* [ASSIGNED TASK]: Each record that follows goes into your reply unchanged; the pictures do not.

* [WORKING DATA]:
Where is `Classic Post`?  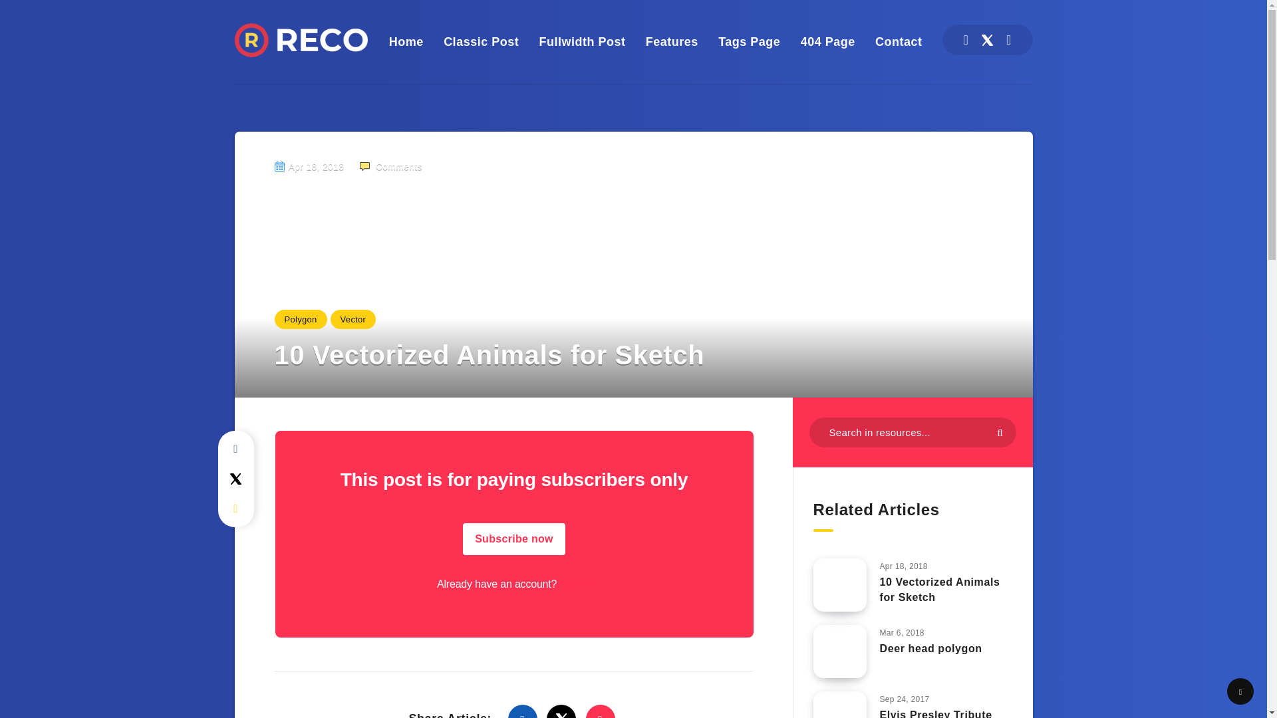
Classic Post is located at coordinates (480, 41).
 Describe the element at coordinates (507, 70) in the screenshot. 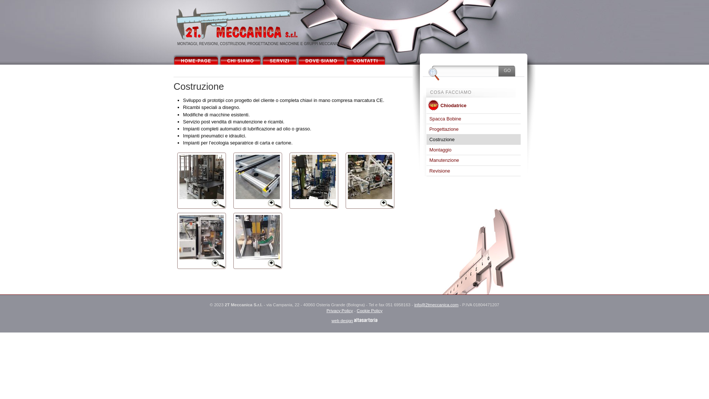

I see `Go` at that location.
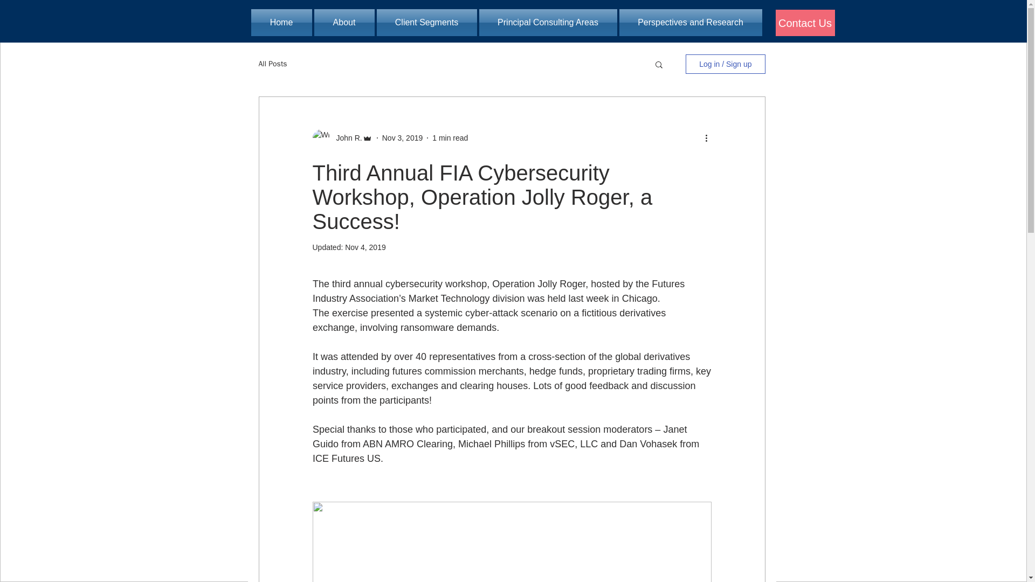 The height and width of the screenshot is (582, 1035). What do you see at coordinates (402, 138) in the screenshot?
I see `Nov 3, 2019` at bounding box center [402, 138].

* [ANSWER TO THE EXERCISE]:
Where is `Classic Post`?  
Classic Post is located at coordinates (480, 41).
 Describe the element at coordinates (507, 70) in the screenshot. 

I see `Go` at that location.
 The height and width of the screenshot is (582, 1035). What do you see at coordinates (402, 138) in the screenshot?
I see `Nov 3, 2019` at bounding box center [402, 138].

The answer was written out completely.